Way to bridge two outgoing TCP connections in order to bypass firewalls and NAT

networkingtcp

We're all familiar with the problem of port-forwarding and NAT: if you want to expose something to accepting an incoming connection, you need to configure port-forwarding on the router or conjure up some other black magickery to "punch holes" in the firewall using UDP or something. I'm fairly new to the whole "hole-punching" concept so could someone explain how it works?

Essentially, I'd like to understand how hole-punching would work and the theory behind it, as well as if two TCP connections could be bridged via a third party. Since there's no issue with outgoing TCP connections since it's handled with NAT, could a third party bridge the connections so that the two parties are still connected but without the bandwidth cost of traffic going through the third party?

Best Answer

This is not really a stackoverflow thing, but it certainly can be done and I have written programs to do it.

Essentially you have a program, I will describe the threaded solution. Two threads accept (same port, different ports, whatever). When both threads have a connection, they enter a mode where they read from their socket and write to the other socket. When one receives EOF the other is shutdown() so that half-open connections are supported.

Simple and easy.

Karl makes a good point that I misread the question. He didn't want the traffic going through a third party. Well, this is a solvable problem. If you have outbound UDP connectivity without source port mapping, you can arrange for both parties to send a UDP packet which would then allow UDP connectivity back and forth. Run something like openvpn over that UDP channel and you are all set.

If you do not have UDP connectivity, then you realistically can only do it if you can observe the external traffic (post NAT) and have access to a third party who can forge arbitrary packets. That third party can forge a SYN-ACK in both directions and both sides would think the other was the server. This does not work if the source port is changed by both NAT systems since the other party cannot deterministically figure out the proper destination port to use.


▸ **EXERCISE GOAL**: Although the entries contain pictures, only their words should be duplicated exactly.

[EXTRACTED INFORMATION — start]

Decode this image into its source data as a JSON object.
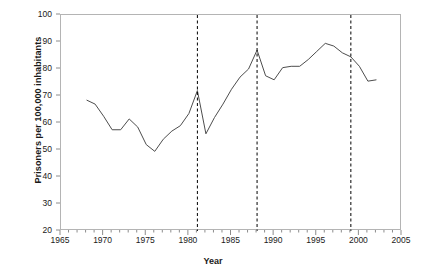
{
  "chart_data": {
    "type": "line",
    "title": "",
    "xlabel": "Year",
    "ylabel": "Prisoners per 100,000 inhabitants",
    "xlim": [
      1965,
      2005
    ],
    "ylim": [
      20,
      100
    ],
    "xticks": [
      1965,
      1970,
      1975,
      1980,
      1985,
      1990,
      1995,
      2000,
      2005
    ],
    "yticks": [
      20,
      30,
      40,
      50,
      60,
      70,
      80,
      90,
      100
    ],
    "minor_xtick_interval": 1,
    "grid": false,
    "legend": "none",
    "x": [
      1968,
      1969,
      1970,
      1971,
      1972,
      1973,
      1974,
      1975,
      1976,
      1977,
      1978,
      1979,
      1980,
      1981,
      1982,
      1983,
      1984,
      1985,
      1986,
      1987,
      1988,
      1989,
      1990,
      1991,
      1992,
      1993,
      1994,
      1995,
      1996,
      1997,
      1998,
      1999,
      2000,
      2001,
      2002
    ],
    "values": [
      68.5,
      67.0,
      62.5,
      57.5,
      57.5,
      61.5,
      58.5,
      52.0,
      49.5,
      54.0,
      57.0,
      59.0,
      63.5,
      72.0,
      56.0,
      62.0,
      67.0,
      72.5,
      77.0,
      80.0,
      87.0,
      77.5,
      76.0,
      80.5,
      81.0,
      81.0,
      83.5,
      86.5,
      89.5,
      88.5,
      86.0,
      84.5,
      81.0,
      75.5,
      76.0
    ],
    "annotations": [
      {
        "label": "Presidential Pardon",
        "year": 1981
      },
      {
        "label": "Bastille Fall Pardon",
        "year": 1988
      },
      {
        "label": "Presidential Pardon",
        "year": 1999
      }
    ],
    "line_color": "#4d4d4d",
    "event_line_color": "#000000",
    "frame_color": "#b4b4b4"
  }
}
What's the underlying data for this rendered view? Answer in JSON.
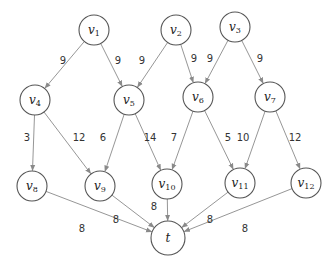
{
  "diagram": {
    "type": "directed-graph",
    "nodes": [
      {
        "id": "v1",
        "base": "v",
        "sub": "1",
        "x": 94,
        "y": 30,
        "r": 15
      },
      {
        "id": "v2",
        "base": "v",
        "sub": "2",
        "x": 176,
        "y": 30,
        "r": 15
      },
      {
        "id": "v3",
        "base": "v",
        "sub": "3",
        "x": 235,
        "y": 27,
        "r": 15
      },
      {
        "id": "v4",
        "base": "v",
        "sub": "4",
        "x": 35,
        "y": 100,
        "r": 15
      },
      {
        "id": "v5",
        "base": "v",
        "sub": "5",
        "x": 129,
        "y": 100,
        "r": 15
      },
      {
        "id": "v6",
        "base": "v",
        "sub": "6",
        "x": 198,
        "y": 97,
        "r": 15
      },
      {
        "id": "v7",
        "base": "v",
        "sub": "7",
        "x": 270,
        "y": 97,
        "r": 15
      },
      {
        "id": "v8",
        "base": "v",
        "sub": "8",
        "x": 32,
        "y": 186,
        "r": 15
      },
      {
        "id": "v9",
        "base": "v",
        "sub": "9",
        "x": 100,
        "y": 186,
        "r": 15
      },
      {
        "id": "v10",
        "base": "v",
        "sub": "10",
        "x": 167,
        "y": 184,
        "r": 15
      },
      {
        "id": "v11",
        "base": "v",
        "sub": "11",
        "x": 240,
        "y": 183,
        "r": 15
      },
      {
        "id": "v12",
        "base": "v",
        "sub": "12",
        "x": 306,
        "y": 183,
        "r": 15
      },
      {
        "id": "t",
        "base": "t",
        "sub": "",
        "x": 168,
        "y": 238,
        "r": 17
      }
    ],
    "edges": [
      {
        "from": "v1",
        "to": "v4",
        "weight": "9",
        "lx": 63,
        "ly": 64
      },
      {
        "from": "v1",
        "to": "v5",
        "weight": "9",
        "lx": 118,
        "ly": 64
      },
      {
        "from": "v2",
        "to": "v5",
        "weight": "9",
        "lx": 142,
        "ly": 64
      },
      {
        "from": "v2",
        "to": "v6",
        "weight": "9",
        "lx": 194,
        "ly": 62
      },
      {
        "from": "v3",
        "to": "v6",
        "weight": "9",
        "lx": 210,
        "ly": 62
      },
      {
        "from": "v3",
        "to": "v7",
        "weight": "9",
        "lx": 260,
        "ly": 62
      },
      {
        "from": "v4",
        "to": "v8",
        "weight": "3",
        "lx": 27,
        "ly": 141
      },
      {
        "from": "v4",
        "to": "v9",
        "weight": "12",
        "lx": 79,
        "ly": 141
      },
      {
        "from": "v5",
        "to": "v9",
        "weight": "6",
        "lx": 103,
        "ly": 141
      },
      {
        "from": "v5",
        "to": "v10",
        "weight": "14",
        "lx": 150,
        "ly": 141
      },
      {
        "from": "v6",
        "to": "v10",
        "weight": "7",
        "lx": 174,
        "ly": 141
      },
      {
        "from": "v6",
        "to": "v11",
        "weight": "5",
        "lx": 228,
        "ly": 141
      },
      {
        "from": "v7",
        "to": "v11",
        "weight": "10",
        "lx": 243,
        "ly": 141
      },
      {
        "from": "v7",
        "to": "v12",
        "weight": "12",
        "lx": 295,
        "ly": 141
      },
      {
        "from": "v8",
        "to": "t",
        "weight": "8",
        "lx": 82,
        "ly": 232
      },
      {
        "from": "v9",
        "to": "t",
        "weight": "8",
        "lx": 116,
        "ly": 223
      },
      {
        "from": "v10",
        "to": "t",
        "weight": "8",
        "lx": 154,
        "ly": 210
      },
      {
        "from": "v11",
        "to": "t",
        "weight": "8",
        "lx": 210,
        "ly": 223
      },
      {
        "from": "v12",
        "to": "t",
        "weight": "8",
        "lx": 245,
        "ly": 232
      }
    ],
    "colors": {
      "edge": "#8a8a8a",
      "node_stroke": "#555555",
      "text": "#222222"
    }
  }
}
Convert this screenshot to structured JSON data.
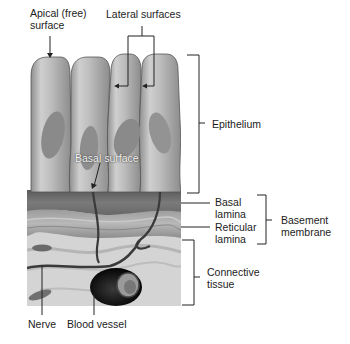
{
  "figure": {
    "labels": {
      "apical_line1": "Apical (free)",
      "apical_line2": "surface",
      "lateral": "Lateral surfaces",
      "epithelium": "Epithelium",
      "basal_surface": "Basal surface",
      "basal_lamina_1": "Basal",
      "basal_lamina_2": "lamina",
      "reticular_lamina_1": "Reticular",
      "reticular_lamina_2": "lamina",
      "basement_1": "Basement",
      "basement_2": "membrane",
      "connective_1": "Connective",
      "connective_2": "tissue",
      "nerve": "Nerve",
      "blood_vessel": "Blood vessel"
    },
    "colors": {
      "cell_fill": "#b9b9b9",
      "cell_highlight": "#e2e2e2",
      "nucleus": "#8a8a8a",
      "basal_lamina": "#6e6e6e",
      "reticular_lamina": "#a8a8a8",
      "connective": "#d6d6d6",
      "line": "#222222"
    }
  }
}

[EXTRACTED INFORMATION — finish]

▸ **REPLY**:
Decode this image into its source data as a JSON object.
{
  "chart_data": {
    "type": "line",
    "title": "",
    "xlabel": "Year",
    "ylabel": "Prisoners per 100,000 inhabitants",
    "xlim": [
      1965,
      2005
    ],
    "ylim": [
      20,
      100
    ],
    "xticks": [
      1965,
      1970,
      1975,
      1980,
      1985,
      1990,
      1995,
      2000,
      2005
    ],
    "yticks": [
      20,
      30,
      40,
      50,
      60,
      70,
      80,
      90,
      100
    ],
    "minor_xtick_interval": 1,
    "grid": false,
    "legend": "none",
    "x": [
      1968,
      1969,
      1970,
      1971,
      1972,
      1973,
      1974,
      1975,
      1976,
      1977,
      1978,
      1979,
      1980,
      1981,
      1982,
      1983,
      1984,
      1985,
      1986,
      1987,
      1988,
      1989,
      1990,
      1991,
      1992,
      1993,
      1994,
      1995,
      1996,
      1997,
      1998,
      1999,
      2000,
      2001,
      2002
    ],
    "values": [
      68.5,
      67.0,
      62.5,
      57.5,
      57.5,
      61.5,
      58.5,
      52.0,
      49.5,
      54.0,
      57.0,
      59.0,
      63.5,
      72.0,
      56.0,
      62.0,
      67.0,
      72.5,
      77.0,
      80.0,
      87.0,
      77.5,
      76.0,
      80.5,
      81.0,
      81.0,
      83.5,
      86.5,
      89.5,
      88.5,
      86.0,
      84.5,
      81.0,
      75.5,
      76.0
    ],
    "annotations": [
      {
        "label": "Presidential Pardon",
        "year": 1981
      },
      {
        "label": "Bastille Fall Pardon",
        "year": 1988
      },
      {
        "label": "Presidential Pardon",
        "year": 1999
      }
    ],
    "line_color": "#4d4d4d",
    "event_line_color": "#000000",
    "frame_color": "#b4b4b4"
  }
}
What's the underlying data for this rendered view? Answer in JSON.
{
  "diagram": {
    "type": "directed-graph",
    "nodes": [
      {
        "id": "v1",
        "base": "v",
        "sub": "1",
        "x": 94,
        "y": 30,
        "r": 15
      },
      {
        "id": "v2",
        "base": "v",
        "sub": "2",
        "x": 176,
        "y": 30,
        "r": 15
      },
      {
        "id": "v3",
        "base": "v",
        "sub": "3",
        "x": 235,
        "y": 27,
        "r": 15
      },
      {
        "id": "v4",
        "base": "v",
        "sub": "4",
        "x": 35,
        "y": 100,
        "r": 15
      },
      {
        "id": "v5",
        "base": "v",
        "sub": "5",
        "x": 129,
        "y": 100,
        "r": 15
      },
      {
        "id": "v6",
        "base": "v",
        "sub": "6",
        "x": 198,
        "y": 97,
        "r": 15
      },
      {
        "id": "v7",
        "base": "v",
        "sub": "7",
        "x": 270,
        "y": 97,
        "r": 15
      },
      {
        "id": "v8",
        "base": "v",
        "sub": "8",
        "x": 32,
        "y": 186,
        "r": 15
      },
      {
        "id": "v9",
        "base": "v",
        "sub": "9",
        "x": 100,
        "y": 186,
        "r": 15
      },
      {
        "id": "v10",
        "base": "v",
        "sub": "10",
        "x": 167,
        "y": 184,
        "r": 15
      },
      {
        "id": "v11",
        "base": "v",
        "sub": "11",
        "x": 240,
        "y": 183,
        "r": 15
      },
      {
        "id": "v12",
        "base": "v",
        "sub": "12",
        "x": 306,
        "y": 183,
        "r": 15
      },
      {
        "id": "t",
        "base": "t",
        "sub": "",
        "x": 168,
        "y": 238,
        "r": 17
      }
    ],
    "edges": [
      {
        "from": "v1",
        "to": "v4",
        "weight": "9",
        "lx": 63,
        "ly": 64
      },
      {
        "from": "v1",
        "to": "v5",
        "weight": "9",
        "lx": 118,
        "ly": 64
      },
      {
        "from": "v2",
        "to": "v5",
        "weight": "9",
        "lx": 142,
        "ly": 64
      },
      {
        "from": "v2",
        "to": "v6",
        "weight": "9",
        "lx": 194,
        "ly": 62
      },
      {
        "from": "v3",
        "to": "v6",
        "weight": "9",
        "lx": 210,
        "ly": 62
      },
      {
        "from": "v3",
        "to": "v7",
        "weight": "9",
        "lx": 260,
        "ly": 62
      },
      {
        "from": "v4",
        "to": "v8",
        "weight": "3",
        "lx": 27,
        "ly": 141
      },
      {
        "from": "v4",
        "to": "v9",
        "weight": "12",
        "lx": 79,
        "ly": 141
      },
      {
        "from": "v5",
        "to": "v9",
        "weight": "6",
        "lx": 103,
        "ly": 141
      },
      {
        "from": "v5",
        "to": "v10",
        "weight": "14",
        "lx": 150,
        "ly": 141
      },
      {
        "from": "v6",
        "to": "v10",
        "weight": "7",
        "lx": 174,
        "ly": 141
      },
      {
        "from": "v6",
        "to": "v11",
        "weight": "5",
        "lx": 228,
        "ly": 141
      },
      {
        "from": "v7",
        "to": "v11",
        "weight": "10",
        "lx": 243,
        "ly": 141
      },
      {
        "from": "v7",
        "to": "v12",
        "weight": "12",
        "lx": 295,
        "ly": 141
      },
      {
        "from": "v8",
        "to": "t",
        "weight": "8",
        "lx": 82,
        "ly": 232
      },
      {
        "from": "v9",
        "to": "t",
        "weight": "8",
        "lx": 116,
        "ly": 223
      },
      {
        "from": "v10",
        "to": "t",
        "weight": "8",
        "lx": 154,
        "ly": 210
      },
      {
        "from": "v11",
        "to": "t",
        "weight": "8",
        "lx": 210,
        "ly": 223
      },
      {
        "from": "v12",
        "to": "t",
        "weight": "8",
        "lx": 245,
        "ly": 232
      }
    ],
    "colors": {
      "edge": "#8a8a8a",
      "node_stroke": "#555555",
      "text": "#222222"
    }
  }
}
Convert this screenshot to structured JSON data.
{
  "figure": {
    "labels": {
      "apical_line1": "Apical (free)",
      "apical_line2": "surface",
      "lateral": "Lateral surfaces",
      "epithelium": "Epithelium",
      "basal_surface": "Basal surface",
      "basal_lamina_1": "Basal",
      "basal_lamina_2": "lamina",
      "reticular_lamina_1": "Reticular",
      "reticular_lamina_2": "lamina",
      "basement_1": "Basement",
      "basement_2": "membrane",
      "connective_1": "Connective",
      "connective_2": "tissue",
      "nerve": "Nerve",
      "blood_vessel": "Blood vessel"
    },
    "colors": {
      "cell_fill": "#b9b9b9",
      "cell_highlight": "#e2e2e2",
      "nucleus": "#8a8a8a",
      "basal_lamina": "#6e6e6e",
      "reticular_lamina": "#a8a8a8",
      "connective": "#d6d6d6",
      "line": "#222222"
    }
  }
}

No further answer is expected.